Klarna Shares Plunge 68% From IPO as Fair Financing Bets Squeeze Margins
Klarna's second earnings report as a public company has turned into a credibility crisis. The Swedish buy-now-pay-later giant missed its own fourth-quarter guidance for the second consecutive quarter, sending shares down to $12.80—68% below its $40 IPO price from late 2025. The company's current $5 billion market cap represents roughly one-tenth of the $46 billion valuation it commanded in private markets during 2021's fintech boom.
For CFOs watching the BNPL sector, Klarna's stumble offers a case study in how product mix shifts can torpedo near-term profitability even as top-line metrics improve. The company's pivot toward longer-duration loans is creating an accounting mismatch that management either didn't anticipate or failed to communicate—and investors are no longer giving them the benefit of the doubt.

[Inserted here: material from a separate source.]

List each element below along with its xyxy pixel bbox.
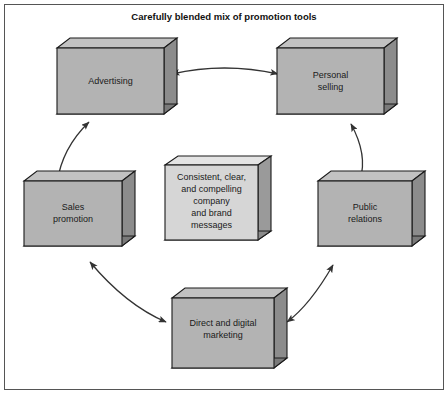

The miss came down to transaction margin dollars, the metric that matters most in BNPL economics. Klarna reported $372 million for the fourth quarter, falling short of the $395 million midpoint it had guided to just eleven weeks earlier in mid-November. That gap—roughly 6%—might seem modest, but it was enough to swing the quarter from expected profit to an actual loss. Making matters worse, Klarna's 2026 forecast for GMV, revenue, transaction margin dollars, and adjusted profit all came in below what analysts had been modeling.
Management's explanation centers on what Klarna calls "fair financing"—interest-bearing installment loans that can stretch up to 24 months, compared to the traditional four-payment, interest-free structure that built the BNPL category. Here's the accounting trap: when Klarna originates a fair financing loan, it must immediately provision for expected credit losses over the full loan term. But the interest income that's supposed to offset those losses? That gets recognized ratably over the 24-month period. It's a classic timing mismatch, and one that suppresses reported profitability in any quarter where fair financing is growing rapidly.
The thing is, this isn't new information. Klarna blamed the same dynamic for its third-quarter miss. Which raises the question: if management knew fair financing was expanding faster than expected, why guide to transaction margins they couldn't hit? Either the credit losses are running hotter than modeled, the interest income assumptions were too optimistic, or the company simply can't forecast its own product mix. None of those answers inspire confidence.
The growth picture adds another layer of concern. Klarna's fourth-quarter GMV came in ahead of expectations at 23% growth on a like-for-like basis (stripping out currency effects and divestitures). But that 23% exactly matched the third quarter's rate, despite acceleration in both fair financing and Klarna Card volumes. The implication: the core Pay in 4 business—the product that made Klarna a verb—is decelerating. For a company that's supposed to be in growth mode, flat sequential growth rates are a yellow flag.
The 2026 outlook compounds the worry. Klarna's GMV forecast implies growth will actually slow compared to the exit rate from 2025. This comes even as the company should be benefiting from expanded payment service provider partnerships (more merchants accepting Klarna), a full year of its exclusive Walmart partnership, rising Klarna Card adoption, and continued fair financing expansion. If growth is slowing with all those tailwinds, what happens when they fade?
The market's verdict is visible in the valuation gap. Klarna now trades at 0.6 times next twelve months' revenue, according to Koyfin data. Compare that to Affirm, the leading U.S. BNPL player, which commands a 5.1x multiple—more than eight times higher. Some of that discount reflects Klarna's European exposure and different unit economics, but an 8x gap suggests investors see fundamentally different business quality.
For finance leaders evaluating BNPL partnerships or watching the sector's evolution, Klarna's trajectory offers a reminder that revenue growth and profitability don't always move in lockstep. The shift to longer-duration, interest-bearing products might make strategic sense for lifetime value, but it creates near-term margin pressure that's proving difficult to forecast. And in public markets, missing your own guidance twice in a row—especially by a company that went public at a premium valuation—erodes trust faster than good quarters can rebuild it.
The question now is whether Klarna can stabilize its forecasting and prove the fair financing strategy will eventually generate the margins management promises, or whether this is a business model transition that's more painful than anticipated. At a $5 billion market cap, the stock is pricing in considerable skepticism.